A boys high school lacrosse game is 48 minutes long. Yet it didn’t take all 48 minutes to effectively decide last Wednesday night’s Section III Class B championship game at Coyne Field.
Unable to attack, or even get a sniff of possession in the first quarter, Jamesville-DeWitt fell into a hole it could not climb out of, and its reign as sectional and state champions ended in a 10-6 loss to the Carthage Comets.
“You don’t know how kids will respond in a pressure situation,” said head coach Jamie Archer. “Our kids played nervous, and we gave them (Carthage) too many plays.”
Carthage claimed its first sectional title since 2002 — and in the process, avenged an 11-10 defeat to J-D back on May 19, near the end of the regular season.
Following that, and a win over Whitesboro May 22, the Red Rams had to wait for more than a week before going into post-season play –which turned out to be a narrow 8-7 escape over Cortland in the May 31 Class B semifinals at Coyne.
Archer said his team may have lost a bit of the sharp focus, confidence and momentum it had gained late in the regular season by waiting so long to get into the playoffs.
“You can’t explain it,” he said. “Sometimes, you get out of a rhythm.”
Regardless of the circumstances, though, J-D knew exactly what kind of challenge Carthage posed — a team brimming with offensive talent and defensive prowess, hungry to end a six-year championship drought, and bent on payback against the team it had lost to 16 days before.
And from the time the Comets won the opening face-off and converted it into Zach Mulvaney’s goal 46 seconds into the game, the challengers had complete control.
Mulvaney and Rob Grimm combined to win the game’s first six face-offs. Once that was done, the Comets settled into a patient, possession-oriented attack, not so much to slow the game down but to keep it away from J-D’s potent attack.
Occasionally, the Rams would force poor passes. But Carthage players ran all of them down, dominating the ground balls as much as they did the face-offs.
The end result was a first quarter where the Comets had the ball 11 out of the 12 minutes, and converted with Mulvaney (wearing the no. 22 the Powell brothers made famous at Carthage), Tom Grimm and Ben Koster all earning goals.
Carthage kept winning the face-offs early in the second quarter, and built the margin to 5-0 as Rob Grimm and Mulvaney both scored. It took 15 minutes of game time before J-D even had a close shot at the net, and more than 19 minutes before John Clark’s goal broke up the shutout.
That deficit grew to 7-1 in the third quarter before the Red Rams finally began to get the majority of attacks. Quick goals by Cam Stone and Mike Edwards cut it to 7-3, raising the hopes of the big and loud J-D crowd at Coyne, but Grimm answered with a goal, and Koster converted with 8.9 seconds left in the period to make it 9-3.
J-D would double its total in the fourth quarter. But no single player scored twice (Jake Bratek, Jeff Scierra and Eric DeJohn added goals), and Carthage goalie Kyle Gaebel made most of his 16 saves in the second half to help seal his team’s win.
With this defeat, the Rams closed out a 17-3 season. Seniors like Edwards, Clark, Jeff Vetter, Nick Marshall, Jared Nies and Alex Jorgensen depart, leaving Stone, Bratek, Scierra, DeJohn, Mike Fiacco and Mac Keehfus around to return in 2009 in an attempt to bring the Rams back to the top.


• **REQUIRED WORK**:
What's wanted here is the full listing below, repeated exactly, with no images in it.
- Opening Delimiter -
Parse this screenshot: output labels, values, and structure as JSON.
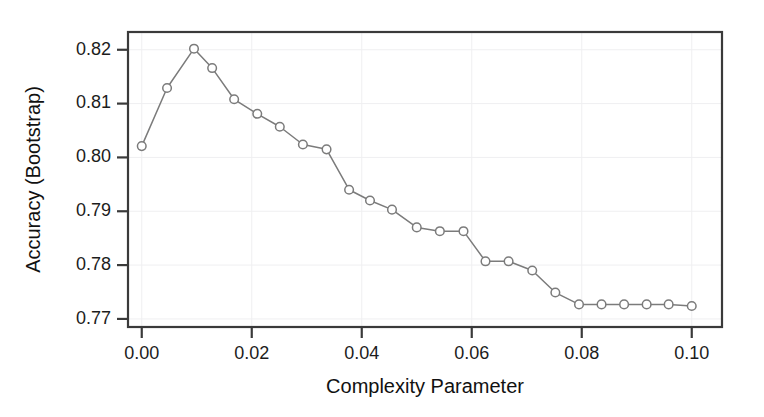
{
  "figure": {
    "width": 764,
    "height": 417,
    "background": "#ffffff",
    "line_color": "#7b7b7b",
    "axis_color": "#3a3a3a",
    "grid_color": "#efeff1",
    "text_color": "#1c1c1c"
  },
  "chart_data": {
    "type": "line",
    "title": "",
    "subtitle": "",
    "xlabel": "Complexity Parameter",
    "ylabel": "Accuracy (Bootstrap)",
    "xlim": [
      -0.0025,
      0.1055
    ],
    "ylim": [
      0.7685,
      0.8233
    ],
    "xticks": [
      0.0,
      0.02,
      0.04,
      0.06,
      0.08,
      0.1
    ],
    "xticklabels": [
      "0.00",
      "0.02",
      "0.04",
      "0.06",
      "0.08",
      "0.10"
    ],
    "yticks": [
      0.77,
      0.78,
      0.79,
      0.8,
      0.81,
      0.82
    ],
    "yticklabels": [
      "0.77",
      "0.78",
      "0.79",
      "0.80",
      "0.81",
      "0.82"
    ],
    "grid": true,
    "legend": null,
    "marker": "open-circle",
    "series": [
      {
        "name": "Accuracy (Bootstrap)",
        "x": [
          0.0,
          0.0046,
          0.0095,
          0.0128,
          0.0168,
          0.021,
          0.0251,
          0.0293,
          0.0336,
          0.0377,
          0.0415,
          0.0455,
          0.05,
          0.0542,
          0.0585,
          0.0625,
          0.0667,
          0.071,
          0.0752,
          0.0795,
          0.0836,
          0.0877,
          0.0918,
          0.0958,
          0.1
        ],
        "y": [
          0.8021,
          0.8129,
          0.8202,
          0.8166,
          0.8108,
          0.8081,
          0.8057,
          0.8024,
          0.8015,
          0.794,
          0.792,
          0.7903,
          0.787,
          0.7863,
          0.7863,
          0.7807,
          0.7807,
          0.779,
          0.7749,
          0.7727,
          0.7727,
          0.7727,
          0.7727,
          0.7727,
          0.7724
        ]
      }
    ]
  }
}
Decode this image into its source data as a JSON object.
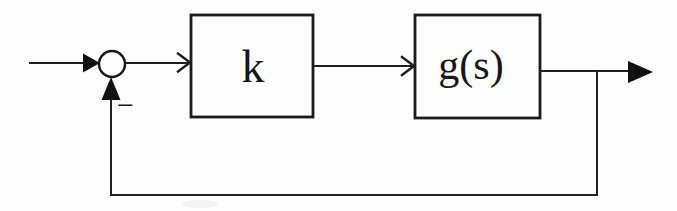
{
  "diagram": {
    "type": "control-system-feedback-block-diagram",
    "background_color": "#fdfdfd",
    "ink_color": "#1b1b1b",
    "blocks": [
      {
        "id": "gain",
        "label": "k"
      },
      {
        "id": "plant",
        "label": "g(s)"
      }
    ],
    "summing_junction": {
      "shape": "circle",
      "feedback_sign": "−"
    },
    "connections": [
      "input → summing-junction (filled arrowhead)",
      "summing-junction → gain block k (open chevron arrowhead)",
      "gain block k → plant block g(s) (open chevron arrowhead)",
      "plant block g(s) → output (filled arrowhead)",
      "takeoff point after g(s) → down → left → up into summing-junction bottom (filled arrowhead, negative sign)"
    ]
  }
}
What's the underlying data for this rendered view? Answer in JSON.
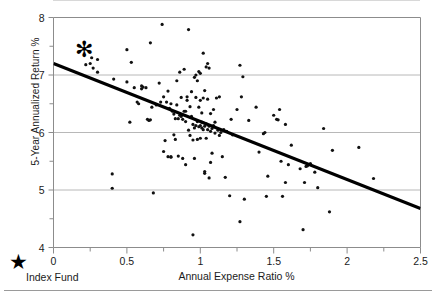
- Closing Delimiter -
• **RESULT OF THE TASK**:
Parse this screenshot: output labels, values, and structure as JSON.
{
  "figure": {
    "width": 764,
    "height": 417,
    "background": "#ffffff",
    "line_color": "#7b7b7b",
    "axis_color": "#3a3a3a",
    "grid_color": "#efeff1",
    "text_color": "#1c1c1c"
  },
  "chart_data": {
    "type": "line",
    "title": "",
    "subtitle": "",
    "xlabel": "Complexity Parameter",
    "ylabel": "Accuracy (Bootstrap)",
    "xlim": [
      -0.0025,
      0.1055
    ],
    "ylim": [
      0.7685,
      0.8233
    ],
    "xticks": [
      0.0,
      0.02,
      0.04,
      0.06,
      0.08,
      0.1
    ],
    "xticklabels": [
      "0.00",
      "0.02",
      "0.04",
      "0.06",
      "0.08",
      "0.10"
    ],
    "yticks": [
      0.77,
      0.78,
      0.79,
      0.8,
      0.81,
      0.82
    ],
    "yticklabels": [
      "0.77",
      "0.78",
      "0.79",
      "0.80",
      "0.81",
      "0.82"
    ],
    "grid": true,
    "legend": null,
    "marker": "open-circle",
    "series": [
      {
        "name": "Accuracy (Bootstrap)",
        "x": [
          0.0,
          0.0046,
          0.0095,
          0.0128,
          0.0168,
          0.021,
          0.0251,
          0.0293,
          0.0336,
          0.0377,
          0.0415,
          0.0455,
          0.05,
          0.0542,
          0.0585,
          0.0625,
          0.0667,
          0.071,
          0.0752,
          0.0795,
          0.0836,
          0.0877,
          0.0918,
          0.0958,
          0.1
        ],
        "y": [
          0.8021,
          0.8129,
          0.8202,
          0.8166,
          0.8108,
          0.8081,
          0.8057,
          0.8024,
          0.8015,
          0.794,
          0.792,
          0.7903,
          0.787,
          0.7863,
          0.7863,
          0.7807,
          0.7807,
          0.779,
          0.7749,
          0.7727,
          0.7727,
          0.7727,
          0.7727,
          0.7727,
          0.7724
        ]
      }
    ]
  }
}
Decode this image into its source data as a JSON object.
{
  "diagram": {
    "type": "control-system-feedback-block-diagram",
    "background_color": "#fdfdfd",
    "ink_color": "#1b1b1b",
    "blocks": [
      {
        "id": "gain",
        "label": "k"
      },
      {
        "id": "plant",
        "label": "g(s)"
      }
    ],
    "summing_junction": {
      "shape": "circle",
      "feedback_sign": "−"
    },
    "connections": [
      "input → summing-junction (filled arrowhead)",
      "summing-junction → gain block k (open chevron arrowhead)",
      "gain block k → plant block g(s) (open chevron arrowhead)",
      "plant block g(s) → output (filled arrowhead)",
      "takeoff point after g(s) → down → left → up into summing-junction bottom (filled arrowhead, negative sign)"
    ]
  }
}
What's the underlying data for this rendered view? Answer in JSON.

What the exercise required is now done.